Data Logger: Never Miss a Message
In flood monitoring and environmental sensing, data continuity isn't just a convenience — it's critical. A gap in the record at the wrong moment can mean a missed warning, an incomplete picture of a flood event, or a faulty analysis. That's where the datalogger function of Green Stream’s Corbo transceiver becomes indispensable.
What Happens When You Lose Connectivity?
Cellular and satellite networks aren't perfect. Towers go down, weather interferes, power outages interrupt service. For a remotely deployed water level sensor, any of these events could mean minutes — or hours — of missing data.
Look at the graph from a recent outage at one of our rural sites in the Blue Ridge mountains. The graph unmistakably shows a cell service disruption May 1 to May 3, before it was finally restored. During that window, a naive system would simply produce a gap in the record. No readings. No timestamps. No way to reconstruct what the creek was doing.
The Datalogger Difference
A transceiver equipped with datalogger functionality handles this scenario differently. Rather than waiting passively for connectivity to return, it keeps working. On its regular measurement schedule, it takes a reading and writes it to local storage. The timestamps are preserved. The values are preserved. Nothing is lost.
When the cellular link is restored, the transceiver doesn't simply resume normal reporting and move on. Instead, it transmits the entire backlog of stored records to the server in sequence, filling in the gap as if the connection had never been interrupted.
The Water Level graph for the same monitoring site in the same period tells the story clearly. Even with the dropped signal, the water level trace at Beaverpond Creek is continuous and unbroken. There is no gap. No flat line. No missing segment that would leave an analyst guessing what the creek did during the connectivity event.
That seamless record exists because the transceiver never stopped doing its job. It measured, it stored, and when the network came back, it reported — in order, on time, and complete.
Why It Matters
For water resources managers, emergency managers, and infrastructure operators, a complete dataset is the foundation of good decisions. Flood thresholds, model inputs, and post-event analysis all depend on having a reliable record. The datalogger capability means that a bad day for cell towers doesn't have to be a bad day for your data.
With the right hardware in the field, a connectivity gap becomes nothing more than a footnote on the signal strength chart — not a hole in your record.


#### [GOAL OF THE EXERCISE]
To complete this task, print all the data below exactly but leave out the images.

DATA FOR THIS EXERCISE below:

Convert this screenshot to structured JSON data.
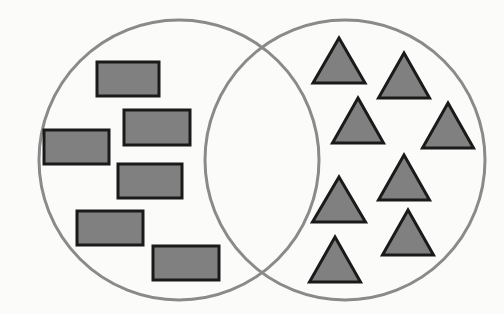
{
  "diagram": {
    "type": "venn",
    "canvas": {
      "width": 504,
      "height": 314,
      "background": "#fbfbfa"
    },
    "style": {
      "circle_stroke": "#8a8a8a",
      "circle_stroke_width": 3,
      "circle_fill": "none",
      "shape_fill": "#808080",
      "shape_stroke": "#1a1a1a",
      "shape_stroke_width": 3
    },
    "circles": [
      {
        "name": "left-set",
        "cx": 179,
        "cy": 160,
        "r": 140
      },
      {
        "name": "right-set",
        "cx": 345,
        "cy": 160,
        "r": 140
      }
    ],
    "counts": {
      "rectangles": 6,
      "triangles": 8,
      "overlap_items": 0
    },
    "rectangles": [
      {
        "id": "rect-1",
        "x": 97,
        "y": 62,
        "w": 62,
        "h": 34
      },
      {
        "id": "rect-2",
        "x": 124,
        "y": 110,
        "w": 66,
        "h": 35
      },
      {
        "id": "rect-3",
        "x": 44,
        "y": 130,
        "w": 65,
        "h": 34
      },
      {
        "id": "rect-4",
        "x": 118,
        "y": 164,
        "w": 64,
        "h": 34
      },
      {
        "id": "rect-5",
        "x": 77,
        "y": 211,
        "w": 66,
        "h": 34
      },
      {
        "id": "rect-6",
        "x": 153,
        "y": 246,
        "w": 66,
        "h": 34
      }
    ],
    "triangles": [
      {
        "id": "tri-1",
        "cx": 339,
        "base_y": 83,
        "w": 52,
        "h": 45
      },
      {
        "id": "tri-2",
        "cx": 404,
        "base_y": 98,
        "w": 51,
        "h": 45
      },
      {
        "id": "tri-3",
        "cx": 358,
        "base_y": 143,
        "w": 51,
        "h": 45
      },
      {
        "id": "tri-4",
        "cx": 448,
        "base_y": 148,
        "w": 51,
        "h": 45
      },
      {
        "id": "tri-5",
        "cx": 404,
        "base_y": 200,
        "w": 51,
        "h": 45
      },
      {
        "id": "tri-6",
        "cx": 339,
        "base_y": 222,
        "w": 53,
        "h": 45
      },
      {
        "id": "tri-7",
        "cx": 408,
        "base_y": 255,
        "w": 51,
        "h": 45
      },
      {
        "id": "tri-8",
        "cx": 335,
        "base_y": 282,
        "w": 51,
        "h": 45
      }
    ]
  }
}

End of DATA FOR THIS EXERCISE.

#### [RESPONSE AREA]
Convert this screenshot to structured JSON data.
{
  "diagram": {
    "type": "venn",
    "canvas": {
      "width": 504,
      "height": 314,
      "background": "#fbfbfa"
    },
    "style": {
      "circle_stroke": "#8a8a8a",
      "circle_stroke_width": 3,
      "circle_fill": "none",
      "shape_fill": "#808080",
      "shape_stroke": "#1a1a1a",
      "shape_stroke_width": 3
    },
    "circles": [
      {
        "name": "left-set",
        "cx": 179,
        "cy": 160,
        "r": 140
      },
      {
        "name": "right-set",
        "cx": 345,
        "cy": 160,
        "r": 140
      }
    ],
    "counts": {
      "rectangles": 6,
      "triangles": 8,
      "overlap_items": 0
    },
    "rectangles": [
      {
        "id": "rect-1",
        "x": 97,
        "y": 62,
        "w": 62,
        "h": 34
      },
      {
        "id": "rect-2",
        "x": 124,
        "y": 110,
        "w": 66,
        "h": 35
      },
      {
        "id": "rect-3",
        "x": 44,
        "y": 130,
        "w": 65,
        "h": 34
      },
      {
        "id": "rect-4",
        "x": 118,
        "y": 164,
        "w": 64,
        "h": 34
      },
      {
        "id": "rect-5",
        "x": 77,
        "y": 211,
        "w": 66,
        "h": 34
      },
      {
        "id": "rect-6",
        "x": 153,
        "y": 246,
        "w": 66,
        "h": 34
      }
    ],
    "triangles": [
      {
        "id": "tri-1",
        "cx": 339,
        "base_y": 83,
        "w": 52,
        "h": 45
      },
      {
        "id": "tri-2",
        "cx": 404,
        "base_y": 98,
        "w": 51,
        "h": 45
      },
      {
        "id": "tri-3",
        "cx": 358,
        "base_y": 143,
        "w": 51,
        "h": 45
      },
      {
        "id": "tri-4",
        "cx": 448,
        "base_y": 148,
        "w": 51,
        "h": 45
      },
      {
        "id": "tri-5",
        "cx": 404,
        "base_y": 200,
        "w": 51,
        "h": 45
      },
      {
        "id": "tri-6",
        "cx": 339,
        "base_y": 222,
        "w": 53,
        "h": 45
      },
      {
        "id": "tri-7",
        "cx": 408,
        "base_y": 255,
        "w": 51,
        "h": 45
      },
      {
        "id": "tri-8",
        "cx": 335,
        "base_y": 282,
        "w": 51,
        "h": 45
      }
    ]
  }
}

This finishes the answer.